Body Asking Shadow.

I've been submitting to Indiana Review for about a million years now. Lots of nice feedback along the way, and a couple of close calls in their contests, but no paydirt until now: it's a great pleasure for me to be able to say that "Body Asking Shadow" is out in their latest issue, Volume 20, Number 1. Much good company too: Denise Duhamel and Stuart Dybek and Dustin Long and Lucia Perillo for starters.

"Body Asking Shadow" is one of the few stories I've set in China so far. I'm pretty sure more will come later, after we've left. That's usually how it goes.

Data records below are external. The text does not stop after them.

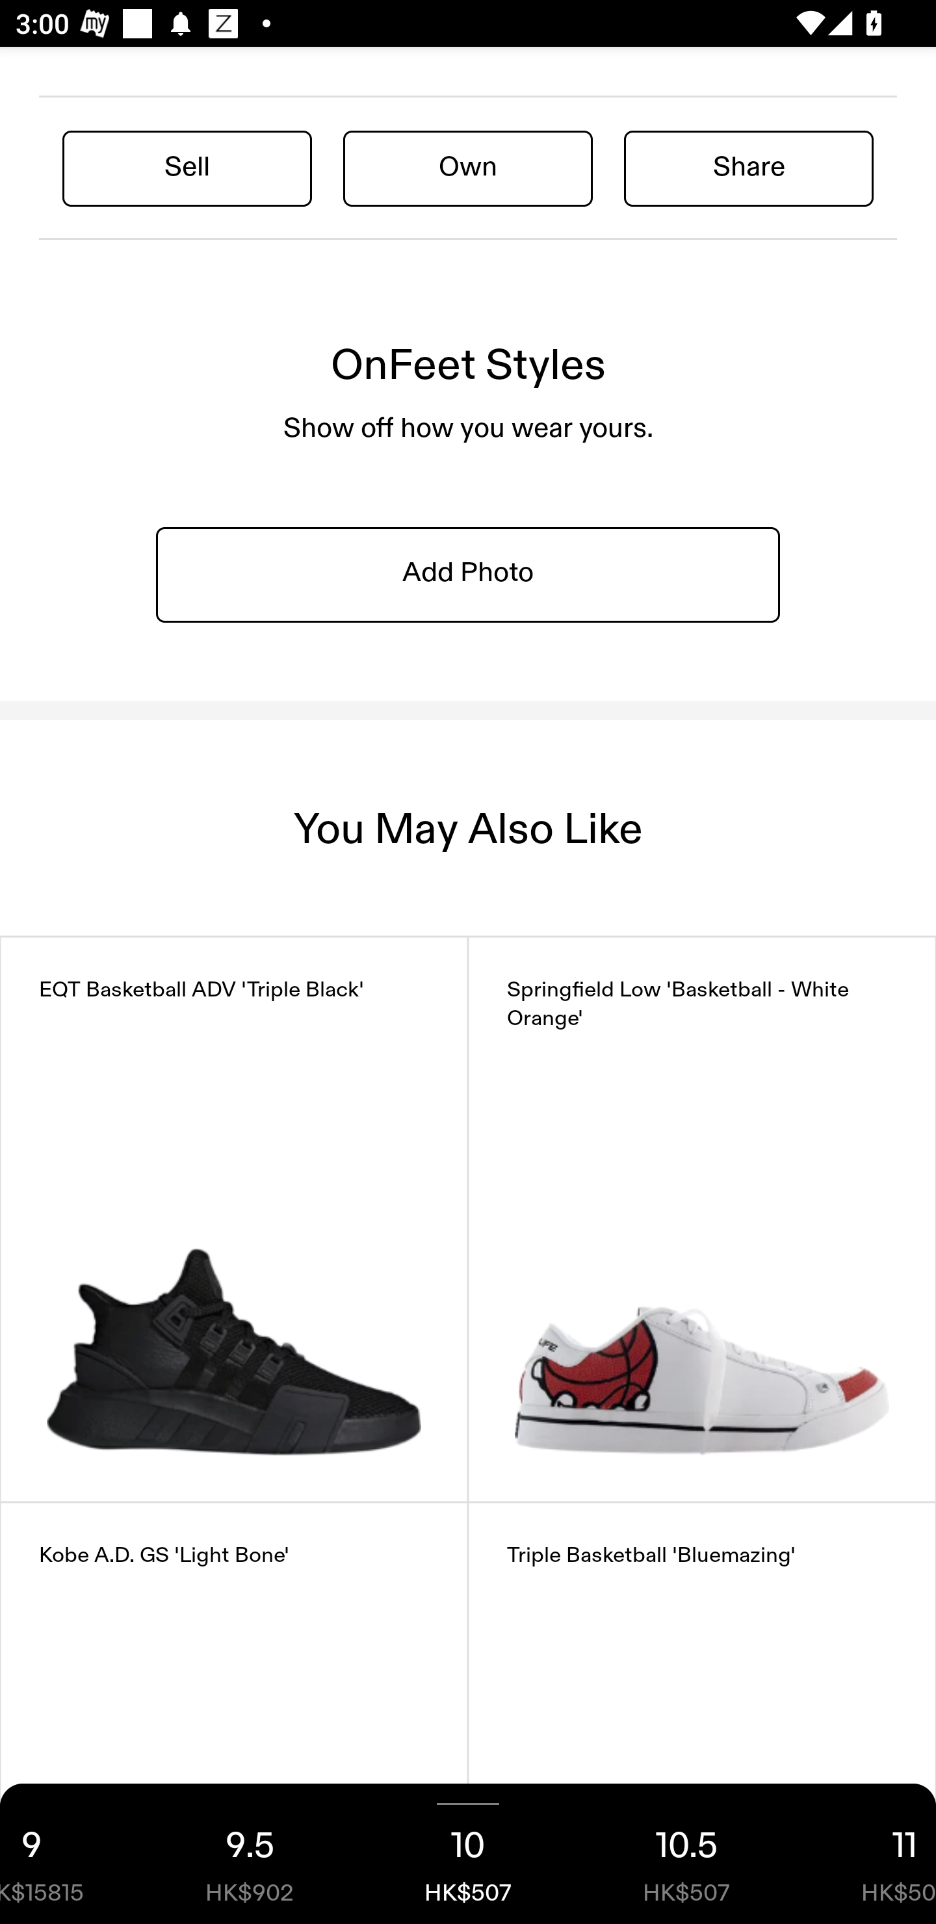 The image size is (936, 1924). What do you see at coordinates (865, 1853) in the screenshot?
I see `11 HK$507` at bounding box center [865, 1853].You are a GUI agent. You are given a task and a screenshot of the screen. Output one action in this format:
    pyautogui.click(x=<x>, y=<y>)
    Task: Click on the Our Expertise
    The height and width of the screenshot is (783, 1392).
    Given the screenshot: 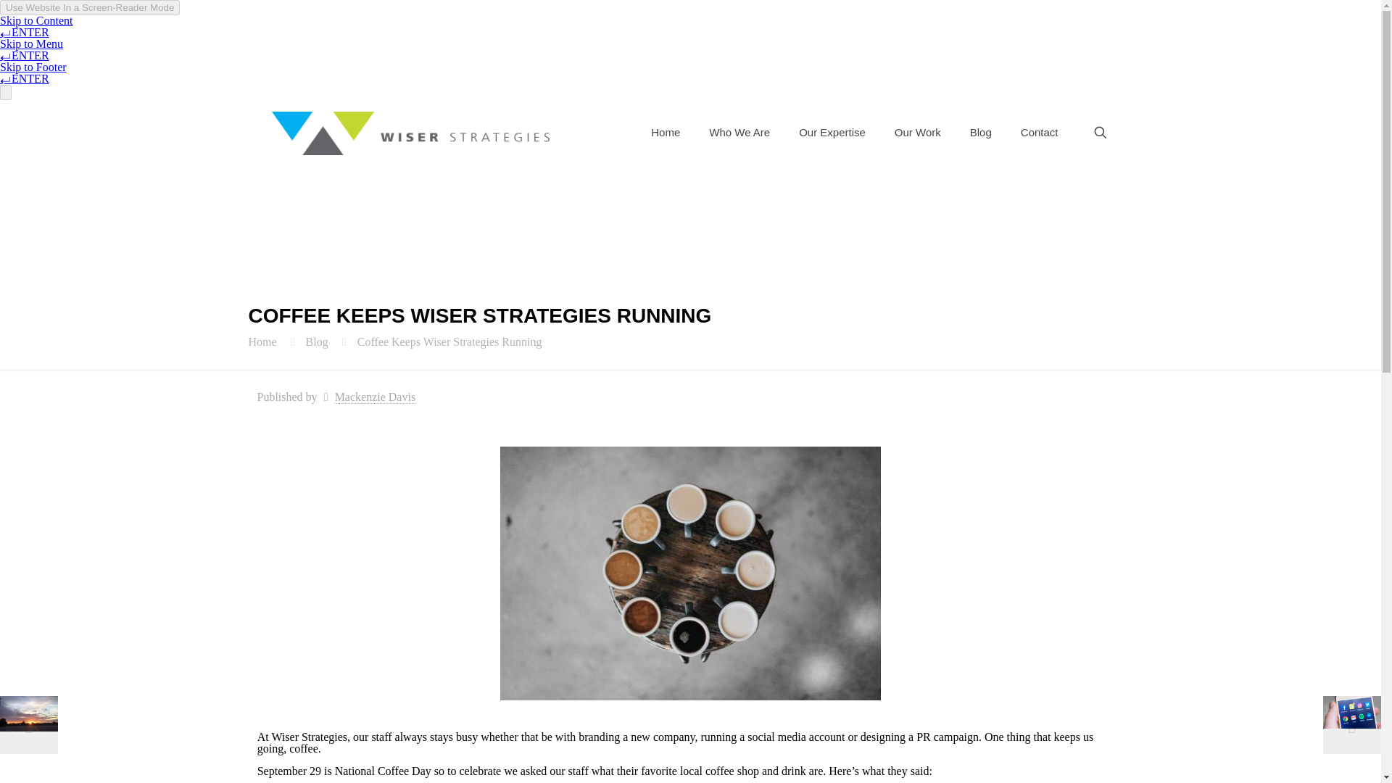 What is the action you would take?
    pyautogui.click(x=832, y=132)
    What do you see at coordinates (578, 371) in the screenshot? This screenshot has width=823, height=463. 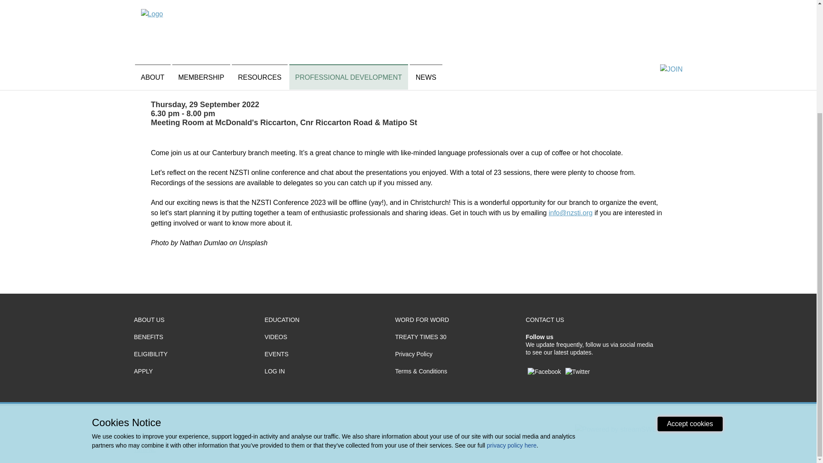 I see `Twitter` at bounding box center [578, 371].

And, to save you a little googling, the title is from Gary Snyder's amazing translation of Han Shan's Cold Mountain sequence:

"A hill of pines hums in the wind. And now I've lost the shortcut home, Body asking shadow, how do you keep up?"

August 5, 2007, 4:10 p.m.Categories: China, Poetry, Short Stories

Buffalo.

It took me a long time to get this story right, but I finally did, and it found a home: it's now out in the Summer 2007 issue of a British litmag called The Reader. It's a great little magazine--they list blurbs from Seamus Heaney and Doris Lessing and Harold Bloom on the back cover--and it's part of an entire... huge... thing at the University of Liverpool. Literary events, outreach, education--they've got it all.

I'm not sure where the center of this story came from, but I remember Walker Percy saying that chickens have no myths, which got me thinking about possible sets of circumstances in which a person might also by mythless, and what the consequences might be.